Abstract In October 2015 the Zambian president broke ground on a new National House of Prayer, a building project meant to reaffirm the country's status as Africa's only self-proclaimed “Christian nation.” Over the next four years architects produced three separate sets of plans for the House of Prayer, images of which were circulated among Zambian Christians, primarily church leaders. Each set of plans has provoked conversations about what the House of Prayer should look like. This article shows how discussions of the building's aesthetic features were connected to the theological-political possibilities of Christian nationalism, crystalizing around two competing models of how to go about making Zambia a (more) Christian nation.
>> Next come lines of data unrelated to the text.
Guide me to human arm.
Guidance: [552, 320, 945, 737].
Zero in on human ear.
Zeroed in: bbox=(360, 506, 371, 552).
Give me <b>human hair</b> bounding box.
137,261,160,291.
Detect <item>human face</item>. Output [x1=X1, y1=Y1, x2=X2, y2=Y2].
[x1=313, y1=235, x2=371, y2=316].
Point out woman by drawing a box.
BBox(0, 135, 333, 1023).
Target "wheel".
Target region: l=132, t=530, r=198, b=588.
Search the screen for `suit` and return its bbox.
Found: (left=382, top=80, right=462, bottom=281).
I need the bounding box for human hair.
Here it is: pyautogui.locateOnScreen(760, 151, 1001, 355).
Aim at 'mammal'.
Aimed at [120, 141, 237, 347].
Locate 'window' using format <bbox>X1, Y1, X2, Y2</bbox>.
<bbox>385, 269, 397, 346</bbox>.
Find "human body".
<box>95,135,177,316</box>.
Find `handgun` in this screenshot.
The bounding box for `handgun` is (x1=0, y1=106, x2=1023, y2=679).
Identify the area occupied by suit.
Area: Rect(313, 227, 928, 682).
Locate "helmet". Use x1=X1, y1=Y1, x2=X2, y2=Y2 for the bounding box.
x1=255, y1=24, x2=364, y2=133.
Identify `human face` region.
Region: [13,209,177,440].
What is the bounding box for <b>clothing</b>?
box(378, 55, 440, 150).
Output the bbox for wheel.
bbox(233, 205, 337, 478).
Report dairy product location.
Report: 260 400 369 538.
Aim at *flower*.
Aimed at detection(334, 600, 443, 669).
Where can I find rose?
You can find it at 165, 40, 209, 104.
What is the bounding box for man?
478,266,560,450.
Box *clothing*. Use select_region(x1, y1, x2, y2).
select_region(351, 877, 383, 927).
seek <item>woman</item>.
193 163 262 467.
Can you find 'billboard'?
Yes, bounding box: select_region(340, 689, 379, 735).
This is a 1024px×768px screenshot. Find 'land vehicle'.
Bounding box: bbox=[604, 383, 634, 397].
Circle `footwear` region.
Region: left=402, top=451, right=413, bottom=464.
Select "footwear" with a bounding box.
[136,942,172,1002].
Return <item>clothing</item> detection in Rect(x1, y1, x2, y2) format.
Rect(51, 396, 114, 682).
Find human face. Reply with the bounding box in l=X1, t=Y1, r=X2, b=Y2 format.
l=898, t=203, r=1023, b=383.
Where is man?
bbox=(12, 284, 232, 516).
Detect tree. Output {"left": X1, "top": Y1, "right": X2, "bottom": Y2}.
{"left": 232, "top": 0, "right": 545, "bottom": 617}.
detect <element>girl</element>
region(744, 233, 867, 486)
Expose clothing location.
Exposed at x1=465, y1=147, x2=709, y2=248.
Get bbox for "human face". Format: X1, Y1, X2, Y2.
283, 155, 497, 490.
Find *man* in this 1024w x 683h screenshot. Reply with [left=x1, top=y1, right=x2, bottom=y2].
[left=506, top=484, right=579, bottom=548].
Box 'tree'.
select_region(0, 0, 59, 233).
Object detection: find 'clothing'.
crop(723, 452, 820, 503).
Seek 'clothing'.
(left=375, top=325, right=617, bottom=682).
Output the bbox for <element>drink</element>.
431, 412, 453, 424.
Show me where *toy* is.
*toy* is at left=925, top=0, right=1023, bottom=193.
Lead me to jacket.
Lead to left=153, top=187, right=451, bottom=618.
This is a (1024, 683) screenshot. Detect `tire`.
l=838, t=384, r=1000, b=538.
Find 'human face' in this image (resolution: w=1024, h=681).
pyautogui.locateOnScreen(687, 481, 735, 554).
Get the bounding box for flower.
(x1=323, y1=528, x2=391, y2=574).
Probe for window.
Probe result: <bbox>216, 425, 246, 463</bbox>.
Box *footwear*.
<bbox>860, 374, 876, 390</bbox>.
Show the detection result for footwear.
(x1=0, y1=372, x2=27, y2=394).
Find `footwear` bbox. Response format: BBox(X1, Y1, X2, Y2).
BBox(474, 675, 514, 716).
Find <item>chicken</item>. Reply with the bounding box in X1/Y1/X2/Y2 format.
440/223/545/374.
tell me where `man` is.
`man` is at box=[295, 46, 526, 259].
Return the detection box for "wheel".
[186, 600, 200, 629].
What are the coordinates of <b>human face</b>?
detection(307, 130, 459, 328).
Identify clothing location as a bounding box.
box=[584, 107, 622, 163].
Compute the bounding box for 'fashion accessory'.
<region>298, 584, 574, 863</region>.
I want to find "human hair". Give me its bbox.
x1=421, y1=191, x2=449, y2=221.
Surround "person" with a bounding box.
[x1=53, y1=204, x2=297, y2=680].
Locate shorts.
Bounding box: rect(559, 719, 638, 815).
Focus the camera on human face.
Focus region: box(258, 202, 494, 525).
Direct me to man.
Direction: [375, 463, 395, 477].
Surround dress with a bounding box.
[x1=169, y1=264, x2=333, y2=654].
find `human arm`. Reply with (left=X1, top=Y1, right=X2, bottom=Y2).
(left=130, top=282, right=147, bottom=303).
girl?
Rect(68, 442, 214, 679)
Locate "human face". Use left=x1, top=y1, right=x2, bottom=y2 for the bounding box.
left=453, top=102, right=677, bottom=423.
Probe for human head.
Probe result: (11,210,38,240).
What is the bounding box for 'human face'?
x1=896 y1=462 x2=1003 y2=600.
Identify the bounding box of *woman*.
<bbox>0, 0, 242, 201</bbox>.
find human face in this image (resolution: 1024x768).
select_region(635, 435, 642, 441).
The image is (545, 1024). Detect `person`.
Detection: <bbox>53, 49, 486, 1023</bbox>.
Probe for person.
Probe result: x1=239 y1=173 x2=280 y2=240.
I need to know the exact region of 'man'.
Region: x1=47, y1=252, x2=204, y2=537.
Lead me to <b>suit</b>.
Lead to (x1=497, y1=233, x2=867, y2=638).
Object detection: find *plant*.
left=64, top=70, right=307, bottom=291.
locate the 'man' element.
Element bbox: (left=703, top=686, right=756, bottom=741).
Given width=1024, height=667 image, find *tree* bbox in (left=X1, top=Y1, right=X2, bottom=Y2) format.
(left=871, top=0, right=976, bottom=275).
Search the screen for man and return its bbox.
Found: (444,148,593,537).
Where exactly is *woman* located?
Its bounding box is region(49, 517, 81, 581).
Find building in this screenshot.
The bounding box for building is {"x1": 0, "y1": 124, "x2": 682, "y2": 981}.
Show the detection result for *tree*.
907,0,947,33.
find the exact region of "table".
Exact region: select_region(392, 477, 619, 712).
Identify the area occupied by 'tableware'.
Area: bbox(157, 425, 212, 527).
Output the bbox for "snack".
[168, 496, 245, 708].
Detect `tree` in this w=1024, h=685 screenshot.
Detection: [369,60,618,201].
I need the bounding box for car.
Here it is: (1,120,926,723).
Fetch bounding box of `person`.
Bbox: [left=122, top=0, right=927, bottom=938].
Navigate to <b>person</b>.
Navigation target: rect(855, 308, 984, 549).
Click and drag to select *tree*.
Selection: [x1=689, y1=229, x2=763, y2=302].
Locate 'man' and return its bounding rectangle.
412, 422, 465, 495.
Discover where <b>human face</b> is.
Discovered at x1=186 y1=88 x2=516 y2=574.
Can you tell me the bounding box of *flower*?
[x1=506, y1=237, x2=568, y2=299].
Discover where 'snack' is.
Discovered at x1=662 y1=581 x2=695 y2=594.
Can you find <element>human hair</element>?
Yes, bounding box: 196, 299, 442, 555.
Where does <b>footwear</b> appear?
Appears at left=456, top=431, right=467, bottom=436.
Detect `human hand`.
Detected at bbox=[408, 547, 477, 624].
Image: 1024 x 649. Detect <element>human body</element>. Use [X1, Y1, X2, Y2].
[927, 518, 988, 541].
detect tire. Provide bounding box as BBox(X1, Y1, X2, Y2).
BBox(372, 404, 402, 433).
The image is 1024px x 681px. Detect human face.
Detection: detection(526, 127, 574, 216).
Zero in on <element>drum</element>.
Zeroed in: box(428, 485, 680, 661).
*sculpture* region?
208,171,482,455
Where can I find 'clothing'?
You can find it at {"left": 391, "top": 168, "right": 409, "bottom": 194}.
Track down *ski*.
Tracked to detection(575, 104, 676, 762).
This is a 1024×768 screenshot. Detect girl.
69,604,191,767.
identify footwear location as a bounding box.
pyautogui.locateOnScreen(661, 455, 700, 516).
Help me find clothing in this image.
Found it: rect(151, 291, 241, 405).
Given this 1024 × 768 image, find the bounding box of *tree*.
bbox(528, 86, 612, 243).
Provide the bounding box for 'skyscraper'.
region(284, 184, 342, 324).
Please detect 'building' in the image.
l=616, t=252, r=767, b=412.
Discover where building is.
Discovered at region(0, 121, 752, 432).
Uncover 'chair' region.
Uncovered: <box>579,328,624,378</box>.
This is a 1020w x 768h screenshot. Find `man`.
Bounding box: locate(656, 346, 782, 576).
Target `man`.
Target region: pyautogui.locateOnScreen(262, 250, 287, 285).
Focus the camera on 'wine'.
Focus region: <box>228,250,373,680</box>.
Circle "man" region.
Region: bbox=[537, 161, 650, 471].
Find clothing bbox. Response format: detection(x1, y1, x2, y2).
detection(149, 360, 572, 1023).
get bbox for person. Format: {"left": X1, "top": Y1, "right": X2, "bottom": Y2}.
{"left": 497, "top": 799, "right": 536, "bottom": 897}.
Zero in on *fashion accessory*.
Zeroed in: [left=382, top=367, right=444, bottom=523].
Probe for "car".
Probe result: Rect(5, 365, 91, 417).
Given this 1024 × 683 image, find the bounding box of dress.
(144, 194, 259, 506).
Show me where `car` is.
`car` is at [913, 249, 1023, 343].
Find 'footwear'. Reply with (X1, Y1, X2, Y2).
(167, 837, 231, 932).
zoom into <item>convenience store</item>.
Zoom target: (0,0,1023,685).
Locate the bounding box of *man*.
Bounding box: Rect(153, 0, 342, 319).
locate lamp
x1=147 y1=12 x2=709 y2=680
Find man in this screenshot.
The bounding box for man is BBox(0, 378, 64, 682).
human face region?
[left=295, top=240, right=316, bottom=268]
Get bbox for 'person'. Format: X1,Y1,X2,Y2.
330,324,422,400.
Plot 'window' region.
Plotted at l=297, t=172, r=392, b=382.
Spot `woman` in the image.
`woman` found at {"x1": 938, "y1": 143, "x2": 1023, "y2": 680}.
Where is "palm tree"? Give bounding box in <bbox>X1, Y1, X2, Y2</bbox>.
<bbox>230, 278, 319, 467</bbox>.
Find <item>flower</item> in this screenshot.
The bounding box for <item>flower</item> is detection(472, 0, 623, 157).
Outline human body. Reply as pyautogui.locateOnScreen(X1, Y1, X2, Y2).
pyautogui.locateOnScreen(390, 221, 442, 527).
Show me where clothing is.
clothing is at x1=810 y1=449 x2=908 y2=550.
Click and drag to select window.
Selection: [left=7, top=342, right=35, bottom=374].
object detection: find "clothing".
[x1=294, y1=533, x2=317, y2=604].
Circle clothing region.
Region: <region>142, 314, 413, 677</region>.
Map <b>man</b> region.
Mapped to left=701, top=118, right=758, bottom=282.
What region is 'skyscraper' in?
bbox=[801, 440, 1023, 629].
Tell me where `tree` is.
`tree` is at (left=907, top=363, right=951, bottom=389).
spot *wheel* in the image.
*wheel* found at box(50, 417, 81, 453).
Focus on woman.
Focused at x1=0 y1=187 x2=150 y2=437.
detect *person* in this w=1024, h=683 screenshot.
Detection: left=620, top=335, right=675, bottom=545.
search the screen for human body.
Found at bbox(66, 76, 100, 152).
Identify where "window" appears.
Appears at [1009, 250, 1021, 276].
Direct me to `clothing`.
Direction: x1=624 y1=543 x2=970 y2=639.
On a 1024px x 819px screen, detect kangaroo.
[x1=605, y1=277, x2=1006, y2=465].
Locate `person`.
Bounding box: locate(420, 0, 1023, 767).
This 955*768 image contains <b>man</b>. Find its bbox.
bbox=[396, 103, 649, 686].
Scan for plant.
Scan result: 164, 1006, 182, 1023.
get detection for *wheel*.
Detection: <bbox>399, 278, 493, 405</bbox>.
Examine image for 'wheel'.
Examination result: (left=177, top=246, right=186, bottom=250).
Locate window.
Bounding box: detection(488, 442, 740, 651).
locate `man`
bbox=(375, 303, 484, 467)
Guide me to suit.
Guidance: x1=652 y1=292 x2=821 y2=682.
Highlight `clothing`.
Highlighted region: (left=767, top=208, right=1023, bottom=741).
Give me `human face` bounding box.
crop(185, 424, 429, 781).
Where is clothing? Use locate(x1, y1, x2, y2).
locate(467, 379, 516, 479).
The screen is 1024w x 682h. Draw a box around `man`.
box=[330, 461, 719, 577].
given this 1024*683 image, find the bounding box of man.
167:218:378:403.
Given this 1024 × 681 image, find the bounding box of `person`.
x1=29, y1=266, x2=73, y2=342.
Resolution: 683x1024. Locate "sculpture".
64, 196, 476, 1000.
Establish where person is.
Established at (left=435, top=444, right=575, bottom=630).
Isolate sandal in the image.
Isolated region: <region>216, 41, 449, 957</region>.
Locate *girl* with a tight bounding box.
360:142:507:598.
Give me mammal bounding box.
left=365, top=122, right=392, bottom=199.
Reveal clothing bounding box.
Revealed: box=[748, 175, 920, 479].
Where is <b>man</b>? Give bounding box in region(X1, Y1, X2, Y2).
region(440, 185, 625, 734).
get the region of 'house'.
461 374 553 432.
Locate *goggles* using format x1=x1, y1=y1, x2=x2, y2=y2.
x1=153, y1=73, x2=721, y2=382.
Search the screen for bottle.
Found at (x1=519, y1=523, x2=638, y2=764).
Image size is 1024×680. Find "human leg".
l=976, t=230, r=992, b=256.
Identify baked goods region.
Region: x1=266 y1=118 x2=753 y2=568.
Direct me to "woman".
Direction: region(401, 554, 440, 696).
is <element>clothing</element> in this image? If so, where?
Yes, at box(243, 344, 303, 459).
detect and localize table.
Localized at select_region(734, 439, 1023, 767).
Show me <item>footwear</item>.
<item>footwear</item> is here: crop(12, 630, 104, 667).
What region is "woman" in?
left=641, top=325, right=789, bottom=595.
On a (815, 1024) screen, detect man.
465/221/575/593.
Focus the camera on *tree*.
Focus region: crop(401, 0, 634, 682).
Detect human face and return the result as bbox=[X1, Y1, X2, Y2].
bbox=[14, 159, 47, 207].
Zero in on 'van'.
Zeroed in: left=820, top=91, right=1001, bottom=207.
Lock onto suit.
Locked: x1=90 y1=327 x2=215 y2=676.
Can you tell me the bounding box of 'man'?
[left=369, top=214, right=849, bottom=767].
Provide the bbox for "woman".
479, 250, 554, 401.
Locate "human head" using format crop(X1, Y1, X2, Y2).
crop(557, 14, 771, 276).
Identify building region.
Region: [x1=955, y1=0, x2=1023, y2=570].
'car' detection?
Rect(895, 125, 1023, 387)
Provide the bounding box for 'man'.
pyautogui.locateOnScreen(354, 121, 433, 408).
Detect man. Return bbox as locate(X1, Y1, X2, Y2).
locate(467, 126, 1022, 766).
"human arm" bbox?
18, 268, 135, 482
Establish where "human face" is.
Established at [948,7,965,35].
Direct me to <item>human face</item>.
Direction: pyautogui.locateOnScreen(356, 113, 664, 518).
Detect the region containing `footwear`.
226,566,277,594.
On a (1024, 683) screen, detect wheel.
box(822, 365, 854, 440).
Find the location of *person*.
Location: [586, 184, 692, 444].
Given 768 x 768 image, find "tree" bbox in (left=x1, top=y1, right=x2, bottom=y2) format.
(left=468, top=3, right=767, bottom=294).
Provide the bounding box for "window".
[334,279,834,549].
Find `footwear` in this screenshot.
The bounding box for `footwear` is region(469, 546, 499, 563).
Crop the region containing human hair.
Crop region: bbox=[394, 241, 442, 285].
By tracing the tension between these models through architectural and aesthetic debates, this article shows the link between images and the theological-political imagination. It therefore builds on anthropological analyses of other parts of the world that have emphasized the political power of aesthetics as more than representations of already existing ideas—that is, as an ideologically and politically productive force in its own right.


Pneuma ◽  
2021 ◽  
Vol 43 (2) ◽  
pp. 214-232
Author(s):  
Naomi Haynes

Abstract This article traces some of the North American theological influences on contemporary Christian nationalism in Zambia. Beginning with an overview of key tenets of Christian Reconstruction and the New Apostolic Reformation, I show how these movements have influenced the writing of some key players in Zambia’s Christian nationalist project. I also demonstrate how these authors have modified the Western ideas that have shaped their thought. This analysis responds to calls in the anthropology of Christianity for better documentation of the various forms Christian nationalism takes around the world, perhaps especially outside the West. It also challenges easy arguments about the influence of Western Christian activists on Christian politics in Africa by foregrounding the agency of local writers and theologians, even as they engage with theological ideas that originated in the West.


Religions ◽  
2021 ◽  
Vol 12 (2) ◽  
pp. 95
Author(s):  
Ruth Braunstein

A wide range of right-wing movements are bound together by their adherence to a nostalgic vision of the United States as a “Christian nation,” yet there are meaningful differences in the specific narratives promoted by these groups that are not fully understood. This article identifies two ideal-typical versions of this narrative: the white Christian nation and the colorblind Judeo-Christian nation. The two narratives share a common declension structure, but differ in their framing of how religion and race intersect as markers of American belonging and power. Although participants in right-wing movements often slide back and forth between the two narratives in practice, distinguishing between them analytically enables us to better understand how the two renderings of American history carry different meanings and perform different kinds of political work for participants in these movements. Theoretically, the analysis extends the insights of a “complex religion” approach to sites beyond organized religion, while also demonstrating how scholarship on Christian nationalism and on right-wing movements’ use of national history could each be enhanced by greater attention to the other.